Kirk, showing continuity with the previous administration of George W. Bush, said the United States wanted to see more market opening in big emerging countries like Brazil, India, China and South Africa. He repeated the call in a major speech on Monday.
But Brazil's WTO ambassador, Roberto Azevedo, told Wednesday's meeting that no one who argued there were major imbalances in the package currently being negotiated would get very far.
Another idea of Kirk's, designed to offer a new way forward in the talks, also met a cool reception, but is still being pursued by the United States.

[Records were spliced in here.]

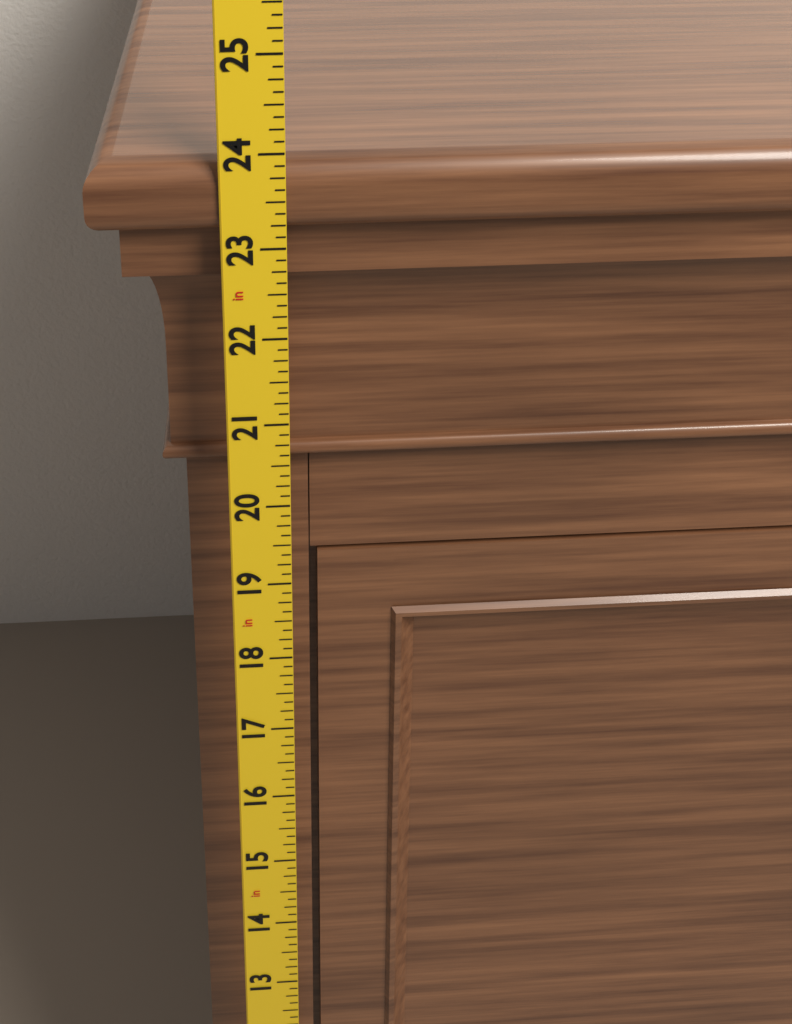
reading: 23.875 in
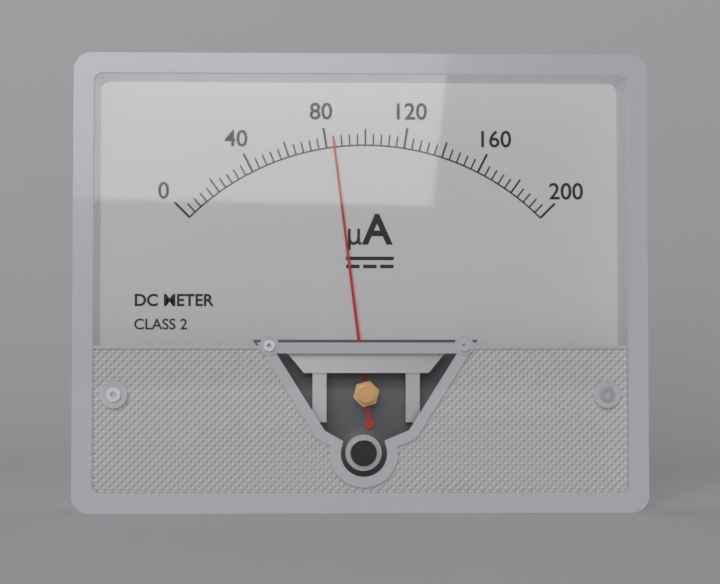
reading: 84 µA
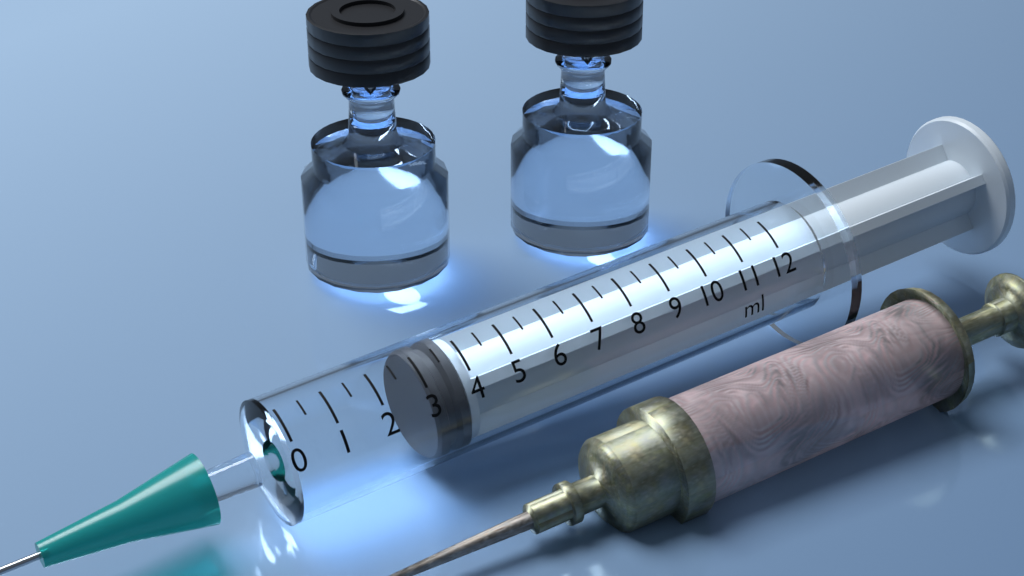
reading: 3.0 ml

Kirk took up a Canadian proposal to move beyond the current focus of talks which aim to reach an outline deal on the formulas for cutting tariffs and subsidies, known in WTO jargon as modalities, and go straight into detailed bilateral negotiations on cutting individual tariffs, known as scheduling.
U.S. ambassador Peter Allgeier told Wednesday's meeting this was not about skipping modalities or dropping multilateral talks but supplementing them in the interests of transparency.
Negotiators would have a clear idea of what they would get in sectors that interest them, giving them more confidence to negotiate the overall deal.
This approach met with more understanding.
"We have to have conversations with each other, and for political reasons we haven't been able to do that," said the trade official. "People seem much more ready to start talking."
It could work like this. A U.S. negotiator sits down with her Indian counterpart to get a sense of how many U.S. tractors India would be willing to import, and at what duty. In return, the Indian diplomat would make clear how many temporary work visas India would seek in return.
In fact, the WTO is training diplomats and officials on scheduling in the week of July 13, the chairman of negotiations on industrial goods, Swiss ambassador Luzius Wasescha, said.
This was intended to help them understand the complex process, not skip modalities, he told a briefing.
Wasescha said negotiations on creating duty-free zones in individual industrial sectors such as chemicals or textiles -- one of the issues that torpedoed last July's talks -- had moved on from a rich-poor confrontation to an objective and technical examination of opportunities for importers and exporters.
"For the time being we have succeeded to bring this discussion on a factual level and we no longer have... theological discussions," he said.